And, sad to say, there is a problem.

The 57-year-old CPA from Beavercreek — a UD grad like his six sisters and brothers, his mom and dad, Jerry, who's enshrined in the school's Athletics Hall of Fame — died Monday of an apparent heart attack.

Tom, the UD registrar, had talked to Ed at 3:30 p.m. and said his older brother was "so pumped," about what happened earlier that afternoon at Thistledown race track outside Cleveland.

Along with running the arena shot clock 19 years, Ed had a love affair with thoroughbred racing. He was a minor partner in several horses and Monday, his two-year old gelding — Allsarott — had broken its maiden with a 10-length victory — the largest winning margin Ed had ever had.

I know I would have heard about that sometime Monday night. Before last Thursday night's exhibition game, Ed and I had talked about his beloved 5-year-old gelding — Hoofin' It — that had just been claimed. He acted as if he'd just sold off a son.

Every week he'd send many of us an e-mail detailing his modest racing ventures. In fact, when Tom found him, Ed was slumped over his computer.

"When he was late picking me up for (Monday night's) game, that just wasn't like him, so I drove over," Tom said. "When I found him, it looked liked he'd just done one of his runs. ... "

Ed seemed so fit. He didn't smoke and drink. He ran every day, and each Sunday night he and Tom played basketball with the parish priest at Incarnation church in Centerville.
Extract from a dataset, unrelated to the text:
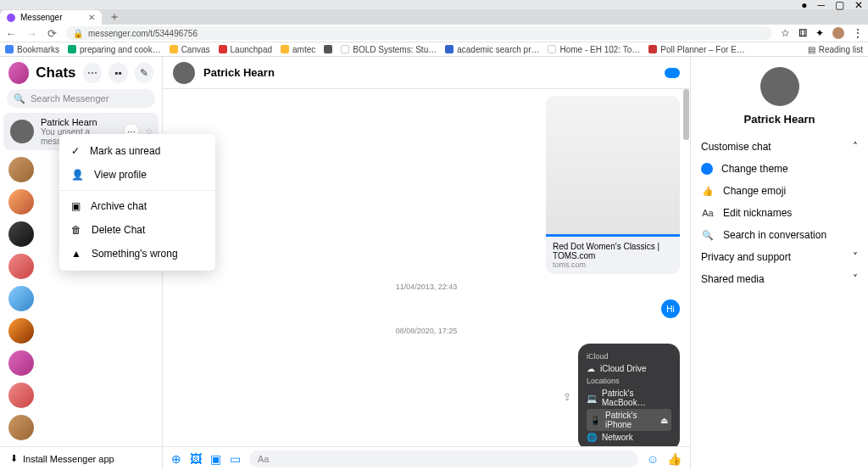  What do you see at coordinates (388, 49) in the screenshot?
I see `bookmark-item: BOLD Systems: Stu…` at bounding box center [388, 49].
Yet, just as he could post up a clergyman, he also could lend one a hand. During the River Downs racing season, he'd help Father Frank Niehaus, the track chaplain, set up for Sunday morning Mass in the grandstands.
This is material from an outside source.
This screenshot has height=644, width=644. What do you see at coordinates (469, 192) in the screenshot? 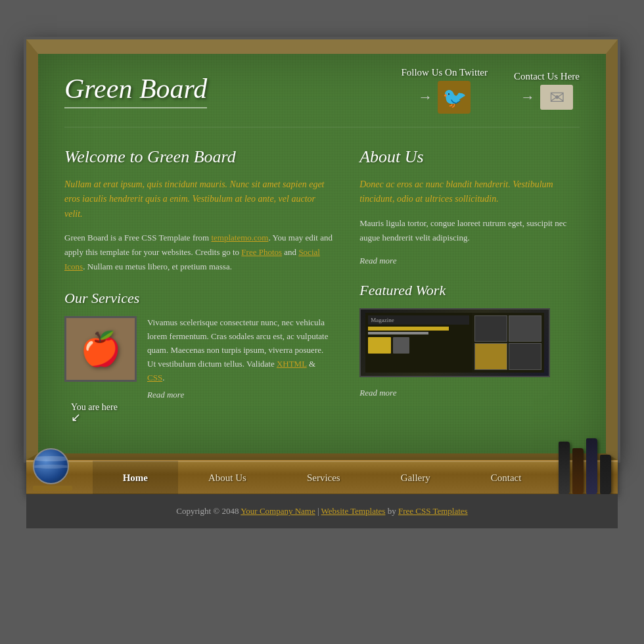
I see `about-italic: Donec ac eros ac nunc blandit hendrerit.…` at bounding box center [469, 192].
John Engelhardt, the Rivers Downs publicity director who used Ed as a co-host on his "Regular Guy" racing show, told how he'd arrive at the track with pretzels for the workers and carrots for his horses: "Everybody loved him here."
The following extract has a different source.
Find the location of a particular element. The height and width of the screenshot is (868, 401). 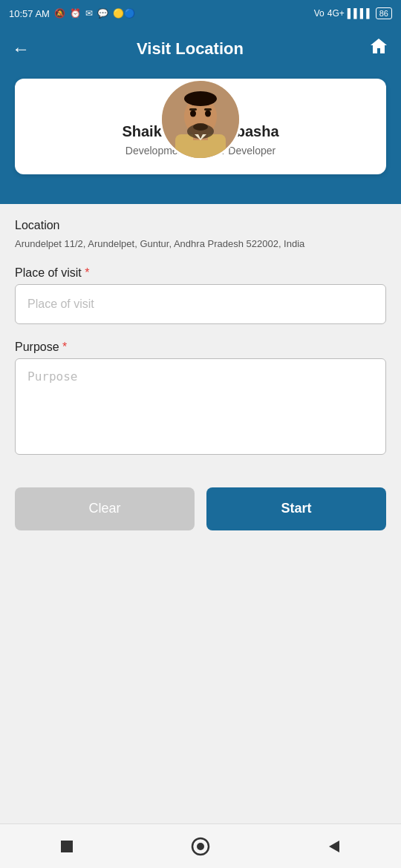

clear-button: Clear is located at coordinates (105, 509).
It was the same around UD Arena and especially at home.

"He was my brother 50-some years, and I never fought with him one time," Tom said. "There wasn't a mean bone in his body. I'm going to miss him so much."

Ed — whose viewing is from 4 to 8 p.m. Thursday at Westbrock Funeral Home on Wayne Avenue and whose burial Mass is at 10:30 a.m. Friday at St. Brigid's in Xenia — is being honored with a moment of silence before Saturday's game, and Tom plans to be there.

The reason for the focus isn't good. But the man sure was.